Hi,
we are experiencing severe performance problems with a search head and could not really find a cause for this. So I hope to get a few more hints or ideas.
The problem shows in the SH being extreeemly slow in responding or being unresponsive at all.
It can take minutes for the search interface to fully load.
If Splunk is restarted on the SH the problem is gone and performance is good again. But eventually the problem comes back, either within minutes but it can also take several hours.
SH maschine:
Virtual Linux Red Hat 5.5 on ESX Host, 8 vCPUs, 32 GB RAM, (shared) GBit network interface
Splunk version 5.0.2. SH does distributed searches to 2 indexers.
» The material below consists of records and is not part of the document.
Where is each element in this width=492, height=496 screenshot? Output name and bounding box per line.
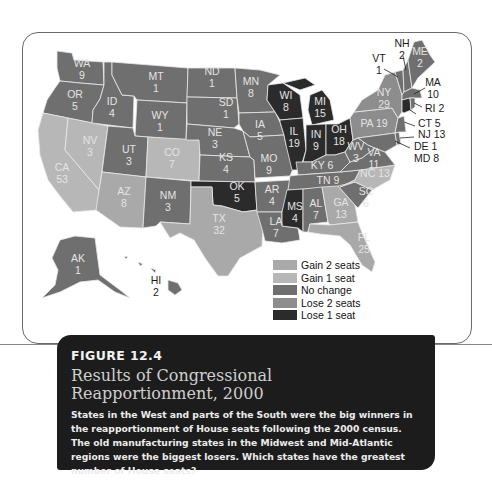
figure-title-line-1: Results of Congressional	[71, 367, 421, 385]
figure-number: FIGURE 12.4	[71, 348, 421, 363]
state-CT	[402, 98, 411, 113]
svg-text:GA13: GA13	[333, 196, 348, 220]
legend-item-gain-2: Gain 2 seats	[273, 259, 361, 272]
svg-text:NJ 13: NJ 13	[418, 128, 446, 140]
figure-title-line-2: Reapportionment, 2000	[71, 385, 421, 403]
svg-text:VT1: VT1	[372, 52, 386, 76]
map-legend: Gain 2 seats Gain 1 seat No change Lose …	[273, 259, 361, 322]
svg-text:RI 2: RI 2	[425, 102, 444, 114]
legend-item-lose-1: Lose 1 seat	[273, 309, 361, 322]
legend-swatch	[273, 298, 297, 308]
legend-item-gain-1: Gain 1 seat	[273, 272, 361, 285]
svg-text:NH2: NH2	[394, 37, 409, 61]
state-RI	[410, 98, 415, 110]
svg-text:DE 1: DE 1	[414, 140, 438, 152]
legend-swatch	[273, 310, 297, 320]
svg-text:HI2: HI2	[151, 274, 162, 298]
svg-text:NY29: NY29	[377, 86, 392, 110]
svg-text:CA53: CA53	[55, 161, 70, 185]
svg-text:MA10: MA10	[425, 76, 441, 100]
svg-text:FL25: FL25	[358, 231, 370, 255]
legend-label: Gain 1 seat	[301, 272, 355, 284]
svg-text:VA11: VA11	[367, 146, 380, 170]
legend-label: Gain 2 seats	[301, 259, 360, 271]
legend-swatch	[273, 260, 297, 270]
figure-description: States in the West and parts of the Sout…	[71, 408, 421, 478]
state-AK	[42, 236, 130, 298]
legend-label: No change	[301, 284, 352, 296]
svg-text:PA 19: PA 19	[360, 117, 387, 129]
legend-item-no-change: No change	[273, 284, 361, 297]
legend-label: Lose 1 seat	[301, 309, 355, 321]
svg-text:MD 8: MD 8	[414, 152, 439, 164]
svg-text:IL19: IL19	[288, 125, 300, 149]
legend-item-lose-2: Lose 2 seats	[273, 297, 361, 310]
legend-swatch	[273, 273, 297, 283]
svg-text:KY 6: KY 6	[311, 159, 334, 171]
svg-text:OH18: OH18	[331, 123, 347, 147]
figure-title: Results of Congressional Reapportionment…	[71, 367, 421, 403]
svg-text:TN 9: TN 9	[317, 174, 340, 186]
legend-swatch	[273, 285, 297, 295]
svg-text:TX32: TX32	[212, 212, 225, 236]
svg-text:MI15: MI15	[314, 95, 326, 119]
legend-label: Lose 2 seats	[301, 297, 361, 309]
figure-caption: FIGURE 12.4 Results of Congressional Rea…	[57, 335, 435, 470]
When the problem is present the SH displays the messages:
Your network connection may have been lost or Splunk web may be down.
Shortly after that the following message appears and then both of them stay or get refreshed.
Your network connection was either restored or Splunk web was restarted.
Its definitely not a network problem. Interface utitlization is always below 1MB/s
The phyisical interface of the ESX host is also far from being utilized.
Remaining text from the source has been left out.